06/03/2026
Most people blame age.
And sometimes age is absolutely part of the conversation.
Tissues change. Recovery changes. Hormones change. Strength, balance, vision, reaction time, sleep, stress, inflammation, medication, illness, workload, and life experience can all influence how the body feels and functions over time.
But I also think pain often gets simplified too quickly.
A sore knee becomes, “I’m getting older.”
A stiff back becomes, “That’s just my arthritis.”
An unstable ankle becomes, “That’s that old injury.”
A tight shoulder becomes, “That’s the surgery I had years ago.”
And sometimes those things matter.
But sometimes they are only one chapter of a much longer story.
Over the years, I have worked with people who have had hip replacements, broken toes, fractured ankles, torn ligaments, broken clavicles, shoulder injuries, elbow injuries, femur fractures, surgeries, scars, pregnancies, strokes, long COVID, concussions, chronic illness, neurological changes, and injuries they barely think about anymore because life moved on.
What interests me is how often the body continues carrying parts of that story long after someone stops thinking about it.
An injury heals.
A surgery becomes a memory.
Life moves forward.
Yet the body may still be using some of the same strategies it developed along the way.
Sometimes that becomes obvious.
Sometimes it doesn’t.
Sometimes people are genuinely surprised when a conversation about an old ankle injury turns into a conversation about balance, walking, confidence, or a completely different area of the body.
I see that more often than people might expect.
The body is constantly working with what is available to it. Strength. Stability. Mobility. Recovery. Sleep. Stress. History. Support. Capacity.
That is one of the reasons I try not to get too attached to a single explanation.
People are rarely as simple as a diagnosis, an image, a body part, or a painful area.
There is usually more to the story.
So no, I do not always blame age first.
I get curious about history.
Because pain is not always where the story started.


--- TASK INSTRUCTIONS ---
Please copy the data below exactly; none of the pictures in it belong in the copy.

:: SUPPLIED MATERIAL ::

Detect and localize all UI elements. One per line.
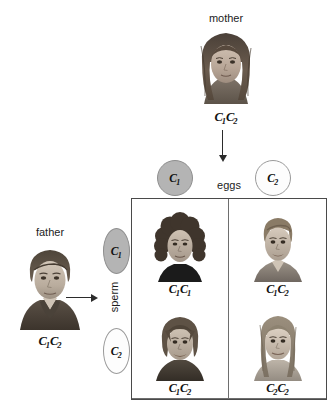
sperm-gamete-c2-label: C2 — [111, 345, 123, 357]
punnett-cell-label-c1c1: C1C1 — [169, 283, 192, 297]
father-genotype: C1C2 — [8, 334, 92, 349]
mother-to-eggs-arrow — [222, 130, 223, 156]
egg-gamete-c2: C2 — [255, 160, 291, 196]
punnett-cell-c2c2: C2C2 — [229, 299, 326, 399]
father-to-sperm-arrow — [66, 297, 92, 298]
offspring-portrait-c1c1 — [144, 210, 216, 282]
egg-gamete-c1: C1 — [157, 160, 193, 196]
punnett-square-diagram: mother — [0, 0, 336, 408]
mother-face-image — [186, 26, 266, 108]
father-sub-1: 1 — [46, 340, 50, 350]
shaggy-haired-boy-face-image — [144, 309, 216, 381]
eggs-label: eggs — [204, 179, 254, 191]
punnett-grid: C1C1 — [131, 198, 327, 400]
egg-gamete-c1-label: C1 — [169, 172, 181, 184]
short-haired-boy-face-image — [242, 210, 314, 282]
father-portrait — [10, 240, 90, 332]
mother-portrait — [186, 26, 266, 108]
father-label: father — [8, 226, 92, 238]
sperm-gamete-c1: C1 — [103, 228, 130, 274]
sperm-gamete-c1-label: C1 — [111, 245, 123, 257]
mother-label: mother — [186, 12, 266, 24]
punnett-cell-c1c1: C1C1 — [132, 199, 229, 299]
mother-sub-1: 1 — [222, 116, 226, 126]
punnett-cell-label-c1c2-bottom: C1C2 — [169, 382, 192, 396]
offspring-portrait-c1c2-bottom — [144, 309, 216, 381]
mother-genotype: C1C2 — [186, 110, 266, 125]
father-face-image — [10, 240, 90, 332]
egg-gamete-c2-label: C2 — [267, 172, 279, 184]
father-sub-2: 2 — [57, 340, 61, 350]
punnett-cell-c1c2-bottom: C1C2 — [132, 299, 229, 399]
sperm-label: sperm — [108, 277, 120, 317]
mother-sub-2: 2 — [233, 116, 237, 126]
long-haired-girl-face-image — [242, 309, 314, 381]
offspring-portrait-c2c2 — [242, 309, 314, 381]
curly-haired-child-face-image — [144, 210, 216, 282]
punnett-cell-c1c2-top: C1C2 — [229, 199, 326, 299]
punnett-cell-label-c1c2-top: C1C2 — [266, 283, 289, 297]
offspring-portrait-c1c2-top — [242, 210, 314, 282]
punnett-cell-label-c2c2: C2C2 — [266, 382, 289, 396]
sperm-gamete-c2: C2 — [103, 328, 130, 374]
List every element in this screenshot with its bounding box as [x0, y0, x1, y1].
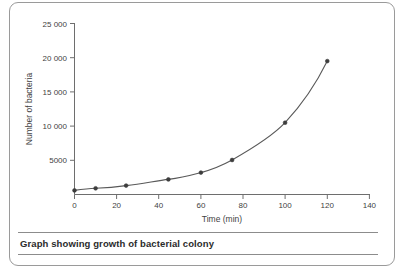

:::

--- TASK RESULT ---
Detect and localize all UI elements. One per line.
sperm-gamete-c2-label: C2 — [111, 345, 123, 357]
punnett-cell-label-c1c1: C1C1 — [169, 283, 192, 297]
father-genotype: C1C2 — [8, 334, 92, 349]
mother-to-eggs-arrow — [222, 130, 223, 156]
egg-gamete-c2: C2 — [255, 160, 291, 196]
punnett-cell-c2c2: C2C2 — [229, 299, 326, 399]
father-to-sperm-arrow — [66, 297, 92, 298]
offspring-portrait-c1c1 — [144, 210, 216, 282]
egg-gamete-c1: C1 — [157, 160, 193, 196]
punnett-square-diagram: mother — [0, 0, 336, 408]
mother-face-image — [186, 26, 266, 108]
father-sub-1: 1 — [46, 340, 50, 350]
shaggy-haired-boy-face-image — [144, 309, 216, 381]
eggs-label: eggs — [204, 179, 254, 191]
punnett-grid: C1C1 — [131, 198, 327, 400]
egg-gamete-c1-label: C1 — [169, 172, 181, 184]
short-haired-boy-face-image — [242, 210, 314, 282]
father-portrait — [10, 240, 90, 332]
mother-portrait — [186, 26, 266, 108]
father-label: father — [8, 226, 92, 238]
sperm-gamete-c1: C1 — [103, 228, 130, 274]
sperm-gamete-c1-label: C1 — [111, 245, 123, 257]
mother-label: mother — [186, 12, 266, 24]
punnett-cell-c1c1: C1C1 — [132, 199, 229, 299]
mother-sub-1: 1 — [222, 116, 226, 126]
punnett-cell-label-c1c2-bottom: C1C2 — [169, 382, 192, 396]
offspring-portrait-c1c2-bottom — [144, 309, 216, 381]
mother-genotype: C1C2 — [186, 110, 266, 125]
father-face-image — [10, 240, 90, 332]
egg-gamete-c2-label: C2 — [267, 172, 279, 184]
father-sub-2: 2 — [57, 340, 61, 350]
punnett-cell-c1c2-bottom: C1C2 — [132, 299, 229, 399]
sperm-label: sperm — [108, 277, 120, 317]
mother-sub-2: 2 — [233, 116, 237, 126]
long-haired-girl-face-image — [242, 309, 314, 381]
offspring-portrait-c2c2 — [242, 309, 314, 381]
curly-haired-child-face-image — [144, 210, 216, 282]
punnett-cell-c1c2-top: C1C2 — [229, 199, 326, 299]
punnett-cell-label-c1c2-top: C1C2 — [266, 283, 289, 297]
offspring-portrait-c1c2-top — [242, 210, 314, 282]
punnett-cell-label-c2c2: C2C2 — [266, 382, 289, 396]
sperm-gamete-c2: C2 — [103, 328, 130, 374]
List every element in this screenshot with its bounding box as [x0, y0, x1, y1].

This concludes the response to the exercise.